**** EXCERPTED RECORDS ****

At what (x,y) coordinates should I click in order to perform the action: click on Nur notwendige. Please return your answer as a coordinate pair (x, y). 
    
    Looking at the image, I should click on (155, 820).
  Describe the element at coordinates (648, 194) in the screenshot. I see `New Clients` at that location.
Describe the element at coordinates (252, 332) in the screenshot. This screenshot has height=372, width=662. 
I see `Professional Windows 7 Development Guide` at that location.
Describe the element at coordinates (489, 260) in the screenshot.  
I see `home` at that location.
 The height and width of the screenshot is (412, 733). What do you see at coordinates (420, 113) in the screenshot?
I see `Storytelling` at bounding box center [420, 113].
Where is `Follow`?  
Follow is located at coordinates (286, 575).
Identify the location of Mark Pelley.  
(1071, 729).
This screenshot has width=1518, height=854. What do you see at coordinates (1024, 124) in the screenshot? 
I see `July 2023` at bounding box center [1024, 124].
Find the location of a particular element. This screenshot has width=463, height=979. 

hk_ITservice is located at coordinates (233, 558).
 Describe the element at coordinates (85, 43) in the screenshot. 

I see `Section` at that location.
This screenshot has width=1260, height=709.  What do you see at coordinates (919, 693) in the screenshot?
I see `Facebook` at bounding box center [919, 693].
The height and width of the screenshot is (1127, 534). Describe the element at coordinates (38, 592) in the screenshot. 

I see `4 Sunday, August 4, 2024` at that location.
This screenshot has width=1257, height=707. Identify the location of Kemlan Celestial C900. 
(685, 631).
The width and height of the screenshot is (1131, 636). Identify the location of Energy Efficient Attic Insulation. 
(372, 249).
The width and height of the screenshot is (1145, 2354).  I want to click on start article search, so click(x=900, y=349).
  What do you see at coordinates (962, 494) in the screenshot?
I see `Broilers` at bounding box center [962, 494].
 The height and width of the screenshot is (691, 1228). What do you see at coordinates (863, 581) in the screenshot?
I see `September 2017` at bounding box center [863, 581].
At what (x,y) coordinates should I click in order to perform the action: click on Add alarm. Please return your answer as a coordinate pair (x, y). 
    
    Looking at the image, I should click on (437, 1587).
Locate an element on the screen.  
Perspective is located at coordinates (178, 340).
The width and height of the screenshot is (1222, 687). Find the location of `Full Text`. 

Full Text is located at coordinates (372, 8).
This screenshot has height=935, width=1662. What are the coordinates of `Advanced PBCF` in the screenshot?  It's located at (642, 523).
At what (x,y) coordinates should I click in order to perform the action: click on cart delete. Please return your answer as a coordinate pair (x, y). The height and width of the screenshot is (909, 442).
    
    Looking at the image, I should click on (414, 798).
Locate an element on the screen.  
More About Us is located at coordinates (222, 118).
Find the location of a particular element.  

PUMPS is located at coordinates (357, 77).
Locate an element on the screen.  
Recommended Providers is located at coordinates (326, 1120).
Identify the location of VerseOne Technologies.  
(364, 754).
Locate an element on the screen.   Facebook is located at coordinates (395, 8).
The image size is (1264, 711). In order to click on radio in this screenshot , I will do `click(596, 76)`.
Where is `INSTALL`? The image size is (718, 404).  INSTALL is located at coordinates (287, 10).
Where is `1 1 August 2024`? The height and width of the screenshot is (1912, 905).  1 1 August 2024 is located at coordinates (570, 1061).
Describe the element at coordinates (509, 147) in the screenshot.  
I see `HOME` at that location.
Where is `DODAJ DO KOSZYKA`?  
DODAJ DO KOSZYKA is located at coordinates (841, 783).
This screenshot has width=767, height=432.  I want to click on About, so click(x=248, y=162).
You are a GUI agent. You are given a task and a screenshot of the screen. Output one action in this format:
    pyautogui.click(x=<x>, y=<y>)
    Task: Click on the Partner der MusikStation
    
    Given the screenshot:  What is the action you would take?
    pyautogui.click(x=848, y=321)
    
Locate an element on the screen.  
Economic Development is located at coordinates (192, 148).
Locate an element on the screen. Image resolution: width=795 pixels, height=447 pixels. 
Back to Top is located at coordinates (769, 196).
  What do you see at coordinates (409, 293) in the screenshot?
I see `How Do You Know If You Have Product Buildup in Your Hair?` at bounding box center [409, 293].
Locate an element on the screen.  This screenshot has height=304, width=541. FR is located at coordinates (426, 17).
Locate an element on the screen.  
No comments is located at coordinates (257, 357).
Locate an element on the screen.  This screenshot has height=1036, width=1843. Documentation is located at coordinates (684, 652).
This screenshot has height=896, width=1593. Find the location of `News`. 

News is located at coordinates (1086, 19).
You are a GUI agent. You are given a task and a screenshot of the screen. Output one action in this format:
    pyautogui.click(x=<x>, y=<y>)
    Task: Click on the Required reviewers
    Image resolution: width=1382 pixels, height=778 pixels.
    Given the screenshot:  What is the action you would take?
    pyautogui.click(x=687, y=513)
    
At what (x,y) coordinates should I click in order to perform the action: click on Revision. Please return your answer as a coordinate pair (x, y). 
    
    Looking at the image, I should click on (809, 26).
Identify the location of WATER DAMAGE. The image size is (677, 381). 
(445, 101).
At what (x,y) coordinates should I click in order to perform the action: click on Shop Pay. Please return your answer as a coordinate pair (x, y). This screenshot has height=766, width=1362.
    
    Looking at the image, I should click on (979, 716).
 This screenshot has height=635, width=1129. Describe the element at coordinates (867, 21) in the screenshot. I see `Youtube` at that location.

****

All of the data shown above should be printed exactly as given.

At what (x,y) coordinates should I click in order to perform the action: click on Nur notwendige. Please return your answer as a coordinate pair (x, y). 
    
    Looking at the image, I should click on (155, 820).
  Describe the element at coordinates (648, 194) in the screenshot. I see `New Clients` at that location.
Describe the element at coordinates (252, 332) in the screenshot. This screenshot has height=372, width=662. 
I see `Professional Windows 7 Development Guide` at that location.
Describe the element at coordinates (489, 260) in the screenshot.  
I see `home` at that location.
 The height and width of the screenshot is (412, 733). What do you see at coordinates (420, 113) in the screenshot?
I see `Storytelling` at bounding box center [420, 113].
Where is `Follow`?  
Follow is located at coordinates (286, 575).
Identify the location of Mark Pelley.  
(1071, 729).
This screenshot has width=1518, height=854. What do you see at coordinates (1024, 124) in the screenshot? 
I see `July 2023` at bounding box center [1024, 124].
Find the location of a particular element. This screenshot has width=463, height=979. 

hk_ITservice is located at coordinates (233, 558).
 Describe the element at coordinates (85, 43) in the screenshot. 

I see `Section` at that location.
This screenshot has width=1260, height=709.  What do you see at coordinates (919, 693) in the screenshot?
I see `Facebook` at bounding box center [919, 693].
The height and width of the screenshot is (1127, 534). Describe the element at coordinates (38, 592) in the screenshot. 

I see `4 Sunday, August 4, 2024` at that location.
This screenshot has width=1257, height=707. Identify the location of Kemlan Celestial C900. 
(685, 631).
The width and height of the screenshot is (1131, 636). Identify the location of Energy Efficient Attic Insulation. 
(372, 249).
The width and height of the screenshot is (1145, 2354).  I want to click on start article search, so click(x=900, y=349).
  What do you see at coordinates (962, 494) in the screenshot?
I see `Broilers` at bounding box center [962, 494].
 The height and width of the screenshot is (691, 1228). What do you see at coordinates (863, 581) in the screenshot?
I see `September 2017` at bounding box center [863, 581].
At what (x,y) coordinates should I click in order to perform the action: click on Add alarm. Please return your answer as a coordinate pair (x, y). 
    
    Looking at the image, I should click on (437, 1587).
Locate an element on the screen.  
Perspective is located at coordinates (178, 340).
The width and height of the screenshot is (1222, 687). Find the location of `Full Text`. 

Full Text is located at coordinates (372, 8).
This screenshot has height=935, width=1662. What are the coordinates of `Advanced PBCF` in the screenshot?  It's located at (642, 523).
At what (x,y) coordinates should I click in order to perform the action: click on cart delete. Please return your answer as a coordinate pair (x, y). The height and width of the screenshot is (909, 442).
    
    Looking at the image, I should click on (414, 798).
Locate an element on the screen.  
More About Us is located at coordinates (222, 118).
Find the location of a particular element.  

PUMPS is located at coordinates (357, 77).
Locate an element on the screen.  
Recommended Providers is located at coordinates (326, 1120).
Identify the location of VerseOne Technologies.  
(364, 754).
Locate an element on the screen.   Facebook is located at coordinates (395, 8).
The image size is (1264, 711). In order to click on radio in this screenshot , I will do `click(596, 76)`.
Where is `INSTALL`? The image size is (718, 404).  INSTALL is located at coordinates (287, 10).
Where is `1 1 August 2024`? The height and width of the screenshot is (1912, 905).  1 1 August 2024 is located at coordinates (570, 1061).
Describe the element at coordinates (509, 147) in the screenshot.  
I see `HOME` at that location.
Where is `DODAJ DO KOSZYKA`?  
DODAJ DO KOSZYKA is located at coordinates (841, 783).
This screenshot has width=767, height=432.  I want to click on About, so click(x=248, y=162).
You are a GUI agent. You are given a task and a screenshot of the screen. Output one action in this format:
    pyautogui.click(x=<x>, y=<y>)
    Task: Click on the Partner der MusikStation
    
    Given the screenshot:  What is the action you would take?
    pyautogui.click(x=848, y=321)
    
Locate an element on the screen.  
Economic Development is located at coordinates (192, 148).
Locate an element on the screen. Image resolution: width=795 pixels, height=447 pixels. 
Back to Top is located at coordinates (769, 196).
  What do you see at coordinates (409, 293) in the screenshot?
I see `How Do You Know If You Have Product Buildup in Your Hair?` at bounding box center [409, 293].
Locate an element on the screen.  This screenshot has height=304, width=541. FR is located at coordinates (426, 17).
Locate an element on the screen.  
No comments is located at coordinates (257, 357).
Locate an element on the screen.  This screenshot has height=1036, width=1843. Documentation is located at coordinates (684, 652).
This screenshot has height=896, width=1593. Find the location of `News`. 

News is located at coordinates (1086, 19).
You are a GUI agent. You are given a task and a screenshot of the screen. Output one action in this format:
    pyautogui.click(x=<x>, y=<y>)
    Task: Click on the Required reviewers
    Image resolution: width=1382 pixels, height=778 pixels.
    Given the screenshot:  What is the action you would take?
    pyautogui.click(x=687, y=513)
    
At what (x,y) coordinates should I click in order to perform the action: click on Revision. Please return your answer as a coordinate pair (x, y). 
    
    Looking at the image, I should click on (809, 26).
Identify the location of WATER DAMAGE. The image size is (677, 381). 
(445, 101).
At what (x,y) coordinates should I click in order to perform the action: click on Shop Pay. Please return your answer as a coordinate pair (x, y). This screenshot has height=766, width=1362.
    
    Looking at the image, I should click on (979, 716).
 This screenshot has height=635, width=1129. Describe the element at coordinates (867, 21) in the screenshot. I see `Youtube` at that location.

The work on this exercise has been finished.